Unfortunately the path in %{REQUEST_FILENAME} is much longer than the path in the url, it seems to be the absolute path, and as such I can't use tests like
Rewritecond images/%{REQUEST_FILENAME} -f
as %{REQUEST_FILENAME} expands to something like /share/isp/plusnet/www/bu ... and so on
Update...I think this is holding now,
I've changed the Rewritecond to something like
Rewritecond /share/isp/plusnet/allthatstuff/$1 -f
and it seems to work, even though the $1 substitution appears before the expression that uses it.
It still needs some work as the pattern match is a bit squirrely still but its working so it appears that I can have files served from two or more locations
Extracting the full pathname to your webspace is tricky but I found a rule like
RewriteRule ^/?aardvark\.htm /index.htm?%{REQUEST_FILENAME} [L,R]
caused it to be written to the address bar where I could see it.
1 REPLY 1
oliverb
Grafter
Posts: 606
Registered: ‎02-08-2007

Re: More mod_rewrite questions (normal webspace not ccgi)

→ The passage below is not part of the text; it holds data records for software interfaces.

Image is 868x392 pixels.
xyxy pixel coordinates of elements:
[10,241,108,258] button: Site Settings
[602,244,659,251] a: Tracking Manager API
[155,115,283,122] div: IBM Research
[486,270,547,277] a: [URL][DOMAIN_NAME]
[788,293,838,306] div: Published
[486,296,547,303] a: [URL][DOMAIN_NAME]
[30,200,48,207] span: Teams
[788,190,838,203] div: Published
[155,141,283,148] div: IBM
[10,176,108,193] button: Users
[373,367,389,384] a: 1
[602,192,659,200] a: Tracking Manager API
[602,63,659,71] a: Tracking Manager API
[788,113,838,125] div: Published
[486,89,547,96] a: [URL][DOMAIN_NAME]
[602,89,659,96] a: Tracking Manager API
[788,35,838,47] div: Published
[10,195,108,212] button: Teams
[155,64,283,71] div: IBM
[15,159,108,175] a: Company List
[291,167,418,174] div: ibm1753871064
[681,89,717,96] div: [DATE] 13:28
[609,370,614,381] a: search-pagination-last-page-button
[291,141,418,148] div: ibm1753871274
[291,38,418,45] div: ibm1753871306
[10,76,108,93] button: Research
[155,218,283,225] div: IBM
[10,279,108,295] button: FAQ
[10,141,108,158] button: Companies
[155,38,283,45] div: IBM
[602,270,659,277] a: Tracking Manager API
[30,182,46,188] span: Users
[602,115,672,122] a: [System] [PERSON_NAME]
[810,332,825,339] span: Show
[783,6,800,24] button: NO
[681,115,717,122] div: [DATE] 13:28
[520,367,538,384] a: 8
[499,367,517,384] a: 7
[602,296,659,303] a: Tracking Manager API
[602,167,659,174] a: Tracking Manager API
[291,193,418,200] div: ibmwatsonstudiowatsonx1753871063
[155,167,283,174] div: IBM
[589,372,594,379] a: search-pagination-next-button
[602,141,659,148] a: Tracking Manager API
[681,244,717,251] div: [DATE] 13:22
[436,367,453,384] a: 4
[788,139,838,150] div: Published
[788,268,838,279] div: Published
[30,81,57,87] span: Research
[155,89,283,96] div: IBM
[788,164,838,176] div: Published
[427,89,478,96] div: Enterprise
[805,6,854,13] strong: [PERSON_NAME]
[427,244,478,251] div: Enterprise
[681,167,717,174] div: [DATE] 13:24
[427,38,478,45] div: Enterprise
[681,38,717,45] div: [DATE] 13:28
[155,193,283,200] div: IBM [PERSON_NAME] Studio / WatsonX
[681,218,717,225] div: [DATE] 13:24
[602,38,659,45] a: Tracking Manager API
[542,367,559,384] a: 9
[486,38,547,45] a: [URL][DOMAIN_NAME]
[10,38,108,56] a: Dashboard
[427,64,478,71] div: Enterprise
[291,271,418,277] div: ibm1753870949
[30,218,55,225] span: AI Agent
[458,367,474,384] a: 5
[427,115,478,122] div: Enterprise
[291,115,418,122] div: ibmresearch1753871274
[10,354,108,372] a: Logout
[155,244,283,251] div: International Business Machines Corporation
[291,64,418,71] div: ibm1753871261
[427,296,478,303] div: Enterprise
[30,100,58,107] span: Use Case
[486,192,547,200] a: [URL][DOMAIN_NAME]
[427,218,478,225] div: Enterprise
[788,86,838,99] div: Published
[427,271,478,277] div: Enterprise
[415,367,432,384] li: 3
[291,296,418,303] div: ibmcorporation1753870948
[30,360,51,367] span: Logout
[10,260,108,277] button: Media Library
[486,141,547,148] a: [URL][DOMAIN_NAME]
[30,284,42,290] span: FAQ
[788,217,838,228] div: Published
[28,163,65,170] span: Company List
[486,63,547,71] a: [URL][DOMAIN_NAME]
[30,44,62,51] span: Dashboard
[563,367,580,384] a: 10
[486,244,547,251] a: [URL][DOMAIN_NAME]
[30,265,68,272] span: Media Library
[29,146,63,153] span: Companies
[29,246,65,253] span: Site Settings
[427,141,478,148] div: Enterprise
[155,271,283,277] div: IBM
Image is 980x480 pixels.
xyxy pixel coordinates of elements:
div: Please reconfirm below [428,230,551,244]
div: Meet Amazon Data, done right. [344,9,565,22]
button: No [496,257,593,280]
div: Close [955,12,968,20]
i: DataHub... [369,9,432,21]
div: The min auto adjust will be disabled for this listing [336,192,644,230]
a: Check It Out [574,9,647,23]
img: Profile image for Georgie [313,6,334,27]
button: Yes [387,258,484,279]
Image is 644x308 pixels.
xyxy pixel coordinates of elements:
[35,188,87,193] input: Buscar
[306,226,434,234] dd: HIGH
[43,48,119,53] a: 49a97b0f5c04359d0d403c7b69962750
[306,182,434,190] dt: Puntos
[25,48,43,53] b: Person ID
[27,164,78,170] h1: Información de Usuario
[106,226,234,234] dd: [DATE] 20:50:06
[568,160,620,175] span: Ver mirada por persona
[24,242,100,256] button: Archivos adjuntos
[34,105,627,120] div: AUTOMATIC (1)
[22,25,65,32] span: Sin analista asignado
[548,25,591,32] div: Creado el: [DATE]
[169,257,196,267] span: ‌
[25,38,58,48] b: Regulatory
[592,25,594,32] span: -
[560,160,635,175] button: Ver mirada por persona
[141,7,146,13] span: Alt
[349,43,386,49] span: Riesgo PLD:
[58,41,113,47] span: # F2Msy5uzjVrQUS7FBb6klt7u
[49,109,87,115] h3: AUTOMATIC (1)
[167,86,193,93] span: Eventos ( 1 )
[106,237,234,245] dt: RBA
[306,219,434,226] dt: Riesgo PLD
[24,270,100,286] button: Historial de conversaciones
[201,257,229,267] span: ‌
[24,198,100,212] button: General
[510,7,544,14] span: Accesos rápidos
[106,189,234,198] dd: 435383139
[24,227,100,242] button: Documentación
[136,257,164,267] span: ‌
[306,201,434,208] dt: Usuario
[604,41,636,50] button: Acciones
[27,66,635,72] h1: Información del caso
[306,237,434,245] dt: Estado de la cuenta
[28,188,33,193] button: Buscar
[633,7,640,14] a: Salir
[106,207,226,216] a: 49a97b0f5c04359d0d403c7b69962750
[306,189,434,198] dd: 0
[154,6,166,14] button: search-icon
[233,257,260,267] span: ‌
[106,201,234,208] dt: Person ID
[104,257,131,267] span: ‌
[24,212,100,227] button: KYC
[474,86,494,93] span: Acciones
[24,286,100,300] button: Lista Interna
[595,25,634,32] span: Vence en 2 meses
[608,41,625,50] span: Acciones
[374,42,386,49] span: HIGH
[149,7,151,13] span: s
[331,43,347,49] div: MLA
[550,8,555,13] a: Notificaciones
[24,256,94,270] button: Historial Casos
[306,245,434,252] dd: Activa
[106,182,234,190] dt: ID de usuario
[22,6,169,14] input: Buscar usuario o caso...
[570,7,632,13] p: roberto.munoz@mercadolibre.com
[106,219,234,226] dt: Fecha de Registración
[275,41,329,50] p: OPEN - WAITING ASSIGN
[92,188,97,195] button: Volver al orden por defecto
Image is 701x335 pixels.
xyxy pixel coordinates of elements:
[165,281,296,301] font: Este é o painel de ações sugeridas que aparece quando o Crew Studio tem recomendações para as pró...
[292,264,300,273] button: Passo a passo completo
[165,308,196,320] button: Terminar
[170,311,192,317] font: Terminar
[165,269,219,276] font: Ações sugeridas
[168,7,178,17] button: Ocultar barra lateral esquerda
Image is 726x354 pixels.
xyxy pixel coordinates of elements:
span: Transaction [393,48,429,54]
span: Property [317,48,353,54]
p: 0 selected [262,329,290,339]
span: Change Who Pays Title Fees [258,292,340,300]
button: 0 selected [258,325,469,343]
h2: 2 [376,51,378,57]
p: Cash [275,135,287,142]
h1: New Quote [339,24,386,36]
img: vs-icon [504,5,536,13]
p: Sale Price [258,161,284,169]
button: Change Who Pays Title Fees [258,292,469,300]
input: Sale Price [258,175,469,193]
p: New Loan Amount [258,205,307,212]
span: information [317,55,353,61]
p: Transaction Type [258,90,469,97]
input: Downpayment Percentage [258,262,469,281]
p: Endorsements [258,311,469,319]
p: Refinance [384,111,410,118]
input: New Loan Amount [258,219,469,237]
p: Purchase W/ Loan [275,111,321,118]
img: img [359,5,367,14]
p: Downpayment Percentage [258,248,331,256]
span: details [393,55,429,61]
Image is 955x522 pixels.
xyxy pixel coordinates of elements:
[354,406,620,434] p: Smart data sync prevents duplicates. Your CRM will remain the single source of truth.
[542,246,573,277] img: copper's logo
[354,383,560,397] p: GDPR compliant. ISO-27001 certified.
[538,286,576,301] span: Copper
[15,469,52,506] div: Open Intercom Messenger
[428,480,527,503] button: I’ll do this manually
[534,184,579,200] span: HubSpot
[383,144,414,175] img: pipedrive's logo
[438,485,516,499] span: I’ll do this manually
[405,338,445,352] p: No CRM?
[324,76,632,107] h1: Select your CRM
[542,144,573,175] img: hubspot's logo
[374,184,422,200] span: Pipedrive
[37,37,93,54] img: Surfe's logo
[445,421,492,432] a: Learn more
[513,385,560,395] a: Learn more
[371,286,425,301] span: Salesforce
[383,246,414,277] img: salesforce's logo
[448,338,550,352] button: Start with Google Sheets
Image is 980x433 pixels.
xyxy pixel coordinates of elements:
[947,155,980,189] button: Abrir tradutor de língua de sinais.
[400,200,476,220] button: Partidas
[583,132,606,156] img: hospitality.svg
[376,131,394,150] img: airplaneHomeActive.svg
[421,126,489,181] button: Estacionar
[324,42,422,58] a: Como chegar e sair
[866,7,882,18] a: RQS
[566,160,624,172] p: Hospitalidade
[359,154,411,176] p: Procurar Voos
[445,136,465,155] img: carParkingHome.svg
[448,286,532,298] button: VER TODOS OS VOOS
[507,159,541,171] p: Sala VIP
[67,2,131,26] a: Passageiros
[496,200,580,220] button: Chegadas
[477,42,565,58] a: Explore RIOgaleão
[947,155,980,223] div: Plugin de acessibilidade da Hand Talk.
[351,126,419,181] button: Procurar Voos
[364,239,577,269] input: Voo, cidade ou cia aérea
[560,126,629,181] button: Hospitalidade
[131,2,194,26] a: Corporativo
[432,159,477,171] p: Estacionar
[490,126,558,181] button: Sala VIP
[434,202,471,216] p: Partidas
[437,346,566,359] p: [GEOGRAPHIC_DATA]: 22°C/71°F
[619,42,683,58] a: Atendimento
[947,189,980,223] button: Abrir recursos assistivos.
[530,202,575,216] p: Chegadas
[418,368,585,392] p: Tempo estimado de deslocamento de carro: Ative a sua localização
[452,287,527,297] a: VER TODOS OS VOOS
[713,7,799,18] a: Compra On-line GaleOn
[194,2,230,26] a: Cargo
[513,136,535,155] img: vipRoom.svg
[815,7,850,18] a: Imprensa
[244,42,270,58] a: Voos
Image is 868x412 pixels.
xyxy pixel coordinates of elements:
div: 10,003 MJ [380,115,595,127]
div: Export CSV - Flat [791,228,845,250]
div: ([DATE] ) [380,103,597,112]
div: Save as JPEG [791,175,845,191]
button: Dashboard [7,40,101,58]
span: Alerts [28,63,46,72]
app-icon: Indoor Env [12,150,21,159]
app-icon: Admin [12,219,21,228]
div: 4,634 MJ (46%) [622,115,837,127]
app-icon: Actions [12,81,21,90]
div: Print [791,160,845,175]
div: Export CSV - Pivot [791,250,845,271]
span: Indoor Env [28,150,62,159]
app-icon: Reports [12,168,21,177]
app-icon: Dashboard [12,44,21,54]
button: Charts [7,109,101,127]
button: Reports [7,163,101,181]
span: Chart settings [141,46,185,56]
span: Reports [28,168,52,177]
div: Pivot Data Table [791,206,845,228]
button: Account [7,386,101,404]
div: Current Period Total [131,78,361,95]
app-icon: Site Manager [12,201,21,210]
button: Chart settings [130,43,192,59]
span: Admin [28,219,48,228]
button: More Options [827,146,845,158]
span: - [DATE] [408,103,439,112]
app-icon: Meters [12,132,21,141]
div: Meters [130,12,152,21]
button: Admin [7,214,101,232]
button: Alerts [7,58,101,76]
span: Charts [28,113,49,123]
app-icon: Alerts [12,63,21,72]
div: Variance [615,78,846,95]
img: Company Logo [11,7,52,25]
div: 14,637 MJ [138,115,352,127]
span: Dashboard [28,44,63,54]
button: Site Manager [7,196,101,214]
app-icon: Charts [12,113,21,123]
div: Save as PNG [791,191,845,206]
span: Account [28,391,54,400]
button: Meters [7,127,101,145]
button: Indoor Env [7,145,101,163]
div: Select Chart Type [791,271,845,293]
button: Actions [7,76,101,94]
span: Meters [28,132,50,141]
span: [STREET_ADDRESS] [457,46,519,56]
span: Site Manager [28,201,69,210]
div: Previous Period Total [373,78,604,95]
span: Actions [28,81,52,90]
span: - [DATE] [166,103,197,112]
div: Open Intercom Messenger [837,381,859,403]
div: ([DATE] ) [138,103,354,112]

Can anyone help with writing a regular expression...
I'd like to match filenames that are in the root and don't have an extension.
I think something like /?([^/.]+) might do it, or maybe I need to use a negated Rewritecond rule to say if the name does have a dot in then don't execute the rule.
Somehow any expression I write ending in $ fails to match anything. Do urls have a trailing character after the filename that prevents match-to-eol?